A few weeks ago, I found myself in Amelia’s room in the
middle of the night. The actual middle
of the night, the time when it feels like you’re the only one awake in the
world. This doesn’t happen much anymore,
but on this particular night, I was rocking Amelia back to sleep. It was a rarity in several ways, not least of
which that I was completely at peace about being there, about rocking my
toddler for a few more minutes. It won’t
last for much longer, even at those times.
Anyway, the
hum from her sound machine was not helping me to keep my eyes open. I have this fear that if I close my eyes
while I’m holding her and let myself drift off, I’ll either end up spending
much more time than I intended in that glider or I might drop her. That would completely counteract all of the
effort being put into getting her back to sleep. So, I did what any of us would do in that
situation. I turned to Facebook. It’s
funny how at moments like this, the most innocuous of Facebook articles that
have been posted, shared or liked jump out so much more than they do in the
light of day. I had no discrimination in
that moment for what I was reading. In
between articles about whatever pop culture phenomenon had seventeen things I
didn’t know about it, I clicked on a post from a friend of a friend of a
friend.
This
particular mom shared her story about what she believed was a run-in with a sex
trafficking operation in a grocery store.
She felt that they were targeting her toddler age daughter and warned
other parents who might take their children shopping alone. This mom went into detail about how this
might happen and her fear in those moments, feeling like her daughter was even
on their radar. I will never know if her
fears were true, if her assumptions about the people in that store were
accurate or if the worst could have happened had any of the minute details been
different. In spite of all that
uncertainty, that post got under my skin.
As any parent knows, losing your child, in whatever way it might happen,
is a constant, under the surface fear.
My first
reaction was to insist to myself that I would not let anything happen to
Amelia. I immediately began to think
through how I would have reacted, what I would have done, how I would protect
her, keep her safe. Just like Nemo’s
dad, Marlin, I blindly, but with good intentions, assured myself that I would
never let anything happen to her. I feel
that that was the reaction I should have had.
Amelia has been put in my care; she is my daughter, and she will always
be my priority. That’s a good thing.
The
more I have thought and thought and though about this, though, I have come to a
conclusion that I always knew and yet never felt quite so tangible. It can’t just be “not my daughter” (to quote Molly Weasley). I pray that it will never be my daughter and
I will continue to do everything in my power to continue that reality. However, we can’t let it be anyone’s
daughter. Or sister. Or mother.
Or cousin. Or friend. Or niece.
Or acquaintance. Dietrich
Bonhoeffer said it best when he said, “Silence in the face of evil is itself evil:
God will not hold us guiltless. Not to speak is to speak. Not to act is to act.”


**Brief:** Set down the entries again word for word, without any of the images.

**Data entries for graphics:**
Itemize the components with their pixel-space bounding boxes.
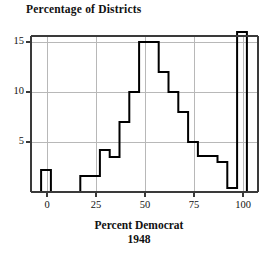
gridlines <box>31 36 258 192</box>
x-tick-label: 75 <box>179 199 209 210</box>
x-tick-label: 100 <box>228 199 258 210</box>
y-tick-label: 15 <box>2 35 24 46</box>
x-axis-label: Percent Democrat <box>0 219 278 231</box>
histogram-chart: Percentage of Districts 51015 0255075100… <box>0 0 278 257</box>
y-tick-label: 10 <box>2 85 24 96</box>
x-tick-label: 0 <box>32 199 62 210</box>
x-axis-year-label: 1948 <box>0 233 278 245</box>
y-tick-label: 5 <box>2 135 24 146</box>
tick-marks <box>26 42 243 197</box>
x-tick-label: 25 <box>81 199 111 210</box>
histogram-outline <box>41 32 247 192</box>
x-tick-label: 50 <box>130 199 160 210</box>
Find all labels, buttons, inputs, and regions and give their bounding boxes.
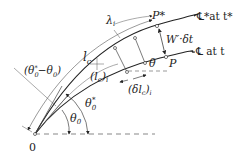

**Answer box:**
Itemize the components with their pixel-space bounding boxes.
gridlines <box>31 36 258 192</box>
x-tick-label: 75 <box>179 199 209 210</box>
x-tick-label: 100 <box>228 199 258 210</box>
y-tick-label: 15 <box>2 35 24 46</box>
x-axis-label: Percent Democrat <box>0 219 278 231</box>
histogram-chart: Percentage of Districts 51015 0255075100… <box>0 0 278 257</box>
y-tick-label: 10 <box>2 85 24 96</box>
x-tick-label: 0 <box>32 199 62 210</box>
x-axis-year-label: 1948 <box>0 233 278 245</box>
y-tick-label: 5 <box>2 135 24 146</box>
tick-marks <box>26 42 243 197</box>
x-tick-label: 25 <box>81 199 111 210</box>
histogram-outline <box>41 32 247 192</box>
x-tick-label: 50 <box>130 199 160 210</box>
Find all labels, buttons, inputs, and regions and give their bounding boxes.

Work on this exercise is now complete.